Populations of Interest / Older Women As with young women, women over 70 diagnosed with breast cancer face unique concerns.
There
are studies that show that older women aren't treated as aggressively.
There's also a tendency to restrict the options for treatment. For
example, many doctors think that women who are older won't want
chemotherapy. Surgeons also have a tendency to do mastectomies on older
women without offering them breast conservation treatments, assuming
that elderly women don't care as much about their looks. Some doctors
also assume that six weeks of radiation will be too difficult for an
older woman to handle. But radiation really isn't that hard (as long as
the patient doesn't live a great distance from a radiation facility)
and it may be that having a lumpectomy followed by radiation is what an
older woman prefers.
Not only do surgeons neglect to mention the
lumpectomy and radiation option, they also may not discuss
reconstruction, again assuming that an older woman doesn't care about
her looks. This is another assumption that is totally off base.
Most
studies have not enrolled women over 70. That means we have little
information on the best way to treat this population. Part of the
problem in studying women over 70 is that we really can't evaluate
long-term survival, since elderly people die from many illnesses. Also,
many older women have other health problems that can make cancer
treatments harder to tolerate.
The bottom line: Not all 70-,
80-, or 90-year-old women are the same. Treatment decisions must take
into account how frail a person is, how active she is, her other health
problems, and her individual treatment preferences. Statistics Breast cancer risk increases with age.
From age 50–59, a woman has a 1 in 37 chance of getting breast cancer.
From age 60–69, a woman has a 1 in 26 chance of getting breast cancer.
From age 70–79, a woman has a 1 in 10 chance of getting breast cancer.
Lifetime
risk: A woman born today has a 1 in 8 chance of getting breast cancer
at some point in her life. In other words, she has an 86.8 percent or 7
in 8 chance she won't get the disease.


Task statement: Print each of the entries exactly, leaving nothing out.

--- START ---

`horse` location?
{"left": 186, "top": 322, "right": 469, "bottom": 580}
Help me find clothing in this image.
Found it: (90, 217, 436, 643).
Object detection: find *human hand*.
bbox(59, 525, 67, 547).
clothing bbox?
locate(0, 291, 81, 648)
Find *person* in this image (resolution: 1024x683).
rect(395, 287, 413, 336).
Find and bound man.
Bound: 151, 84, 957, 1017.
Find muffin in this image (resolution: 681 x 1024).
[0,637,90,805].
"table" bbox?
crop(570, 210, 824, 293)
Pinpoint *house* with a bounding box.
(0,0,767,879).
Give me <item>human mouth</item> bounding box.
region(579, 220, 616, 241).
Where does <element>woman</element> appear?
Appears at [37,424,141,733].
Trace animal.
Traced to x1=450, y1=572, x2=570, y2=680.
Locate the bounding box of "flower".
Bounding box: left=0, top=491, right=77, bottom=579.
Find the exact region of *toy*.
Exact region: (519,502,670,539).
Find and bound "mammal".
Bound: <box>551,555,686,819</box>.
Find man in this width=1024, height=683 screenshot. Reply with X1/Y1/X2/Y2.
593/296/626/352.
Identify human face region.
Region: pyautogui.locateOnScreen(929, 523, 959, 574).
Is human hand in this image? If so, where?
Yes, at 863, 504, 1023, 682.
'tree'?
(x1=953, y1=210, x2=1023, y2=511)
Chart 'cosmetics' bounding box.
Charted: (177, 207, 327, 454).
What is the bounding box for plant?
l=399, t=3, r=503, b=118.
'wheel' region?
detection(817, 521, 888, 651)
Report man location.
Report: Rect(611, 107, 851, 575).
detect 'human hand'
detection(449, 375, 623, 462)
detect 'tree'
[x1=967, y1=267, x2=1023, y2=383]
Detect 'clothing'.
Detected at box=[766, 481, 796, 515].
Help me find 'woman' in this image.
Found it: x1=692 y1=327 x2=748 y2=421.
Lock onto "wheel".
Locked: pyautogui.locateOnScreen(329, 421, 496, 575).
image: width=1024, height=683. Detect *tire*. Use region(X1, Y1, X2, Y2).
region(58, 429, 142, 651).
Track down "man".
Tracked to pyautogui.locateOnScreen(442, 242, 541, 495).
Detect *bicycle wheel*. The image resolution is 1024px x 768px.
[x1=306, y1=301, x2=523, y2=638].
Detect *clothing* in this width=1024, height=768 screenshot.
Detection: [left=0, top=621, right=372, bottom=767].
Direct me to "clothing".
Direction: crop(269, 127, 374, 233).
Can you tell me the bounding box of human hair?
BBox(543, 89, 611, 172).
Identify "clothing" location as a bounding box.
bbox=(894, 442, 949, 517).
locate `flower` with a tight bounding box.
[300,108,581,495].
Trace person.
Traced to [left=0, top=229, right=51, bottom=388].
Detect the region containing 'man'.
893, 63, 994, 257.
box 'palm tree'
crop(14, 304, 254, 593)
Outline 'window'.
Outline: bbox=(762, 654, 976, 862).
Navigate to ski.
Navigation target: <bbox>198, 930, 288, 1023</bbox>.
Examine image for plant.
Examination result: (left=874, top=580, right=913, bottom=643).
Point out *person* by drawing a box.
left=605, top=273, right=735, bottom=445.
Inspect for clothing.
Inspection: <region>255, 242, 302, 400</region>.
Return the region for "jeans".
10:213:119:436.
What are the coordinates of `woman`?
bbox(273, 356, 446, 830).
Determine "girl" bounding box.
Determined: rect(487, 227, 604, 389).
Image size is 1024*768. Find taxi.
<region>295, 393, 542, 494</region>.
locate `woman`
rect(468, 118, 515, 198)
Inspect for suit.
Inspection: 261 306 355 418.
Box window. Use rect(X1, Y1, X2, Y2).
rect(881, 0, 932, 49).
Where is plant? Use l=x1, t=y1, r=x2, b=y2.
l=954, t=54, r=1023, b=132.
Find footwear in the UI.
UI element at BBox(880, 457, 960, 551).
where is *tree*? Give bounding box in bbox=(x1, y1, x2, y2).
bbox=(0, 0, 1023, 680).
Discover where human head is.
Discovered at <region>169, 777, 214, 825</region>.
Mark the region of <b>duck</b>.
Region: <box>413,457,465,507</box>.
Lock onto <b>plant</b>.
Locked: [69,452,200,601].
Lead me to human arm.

--- END ---

Exercise output:
`horse` location?
{"left": 186, "top": 322, "right": 469, "bottom": 580}
Help me find clothing in this image.
Found it: (90, 217, 436, 643).
Object detection: find *human hand*.
bbox(59, 525, 67, 547).
clothing bbox?
locate(0, 291, 81, 648)
Find *person* in this image (resolution: 1024x683).
rect(395, 287, 413, 336).
Find and bound man.
Bound: 151, 84, 957, 1017.
Find muffin in this image (resolution: 681 x 1024).
[0,637,90,805].
"table" bbox?
crop(570, 210, 824, 293)
Pinpoint *house* with a bounding box.
(0,0,767,879).
Give me <item>human mouth</item> bounding box.
region(579, 220, 616, 241).
Where does <element>woman</element> appear?
Appears at [37,424,141,733].
Trace animal.
Traced to x1=450, y1=572, x2=570, y2=680.
Locate the bounding box of "flower".
Bounding box: left=0, top=491, right=77, bottom=579.
Find the exact region of *toy*.
Exact region: (519,502,670,539).
Find and bound "mammal".
Bound: <box>551,555,686,819</box>.
Find man in this width=1024, height=683 screenshot. Reply with X1/Y1/X2/Y2.
593/296/626/352.
Identify human face region.
Region: pyautogui.locateOnScreen(929, 523, 959, 574).
Is human hand in this image? If so, where?
Yes, at 863, 504, 1023, 682.
'tree'?
(x1=953, y1=210, x2=1023, y2=511)
Chart 'cosmetics' bounding box.
Charted: (177, 207, 327, 454).
What is the bounding box for plant?
l=399, t=3, r=503, b=118.
'wheel' region?
detection(817, 521, 888, 651)
Report man location.
Report: Rect(611, 107, 851, 575).
detect 'human hand'
detection(449, 375, 623, 462)
detect 'tree'
[x1=967, y1=267, x2=1023, y2=383]
Detect 'clothing'.
Detected at box=[766, 481, 796, 515].
Help me find 'woman' in this image.
Found it: x1=692 y1=327 x2=748 y2=421.
Lock onto "wheel".
Locked: pyautogui.locateOnScreen(329, 421, 496, 575).
image: width=1024, height=683. Detect *tire*. Use region(X1, Y1, X2, Y2).
region(58, 429, 142, 651).
Track down "man".
Tracked to pyautogui.locateOnScreen(442, 242, 541, 495).
Detect *bicycle wheel*. The image resolution is 1024px x 768px.
[x1=306, y1=301, x2=523, y2=638].
Detect *clothing* in this width=1024, height=768 screenshot.
Detection: [left=0, top=621, right=372, bottom=767].
Direct me to "clothing".
Direction: crop(269, 127, 374, 233).
Can you tell me the bounding box of human hair?
BBox(543, 89, 611, 172).
Identify "clothing" location as a bounding box.
bbox=(894, 442, 949, 517).
locate `flower` with a tight bounding box.
[300,108,581,495].
Trace person.
Traced to [left=0, top=229, right=51, bottom=388].
Detect the region containing 'man'.
893, 63, 994, 257.
box 'palm tree'
crop(14, 304, 254, 593)
Outline 'window'.
Outline: bbox=(762, 654, 976, 862).
Navigate to ski.
Navigation target: <bbox>198, 930, 288, 1023</bbox>.
Examine image for plant.
Examination result: (left=874, top=580, right=913, bottom=643).
Point out *person* by drawing a box.
left=605, top=273, right=735, bottom=445.
Inspect for clothing.
Inspection: <region>255, 242, 302, 400</region>.
Return the region for "jeans".
10:213:119:436.
What are the coordinates of `woman`?
bbox(273, 356, 446, 830).
Determine "girl" bounding box.
Determined: rect(487, 227, 604, 389).
Image size is 1024*768. Find taxi.
<region>295, 393, 542, 494</region>.
locate `woman`
rect(468, 118, 515, 198)
Inspect for suit.
Inspection: 261 306 355 418.
Box window. Use rect(X1, Y1, X2, Y2).
rect(881, 0, 932, 49).
Where is plant? Use l=x1, t=y1, r=x2, b=y2.
l=954, t=54, r=1023, b=132.
Find footwear in the UI.
UI element at BBox(880, 457, 960, 551).
where is *tree*? Give bounding box in bbox=(x1, y1, x2, y2).
bbox=(0, 0, 1023, 680).
Discover where human head is.
Discovered at <region>169, 777, 214, 825</region>.
Mark the region of <b>duck</b>.
Region: <box>413,457,465,507</box>.
Lock onto <b>plant</b>.
Locked: [69,452,200,601].
Lead me to human arm.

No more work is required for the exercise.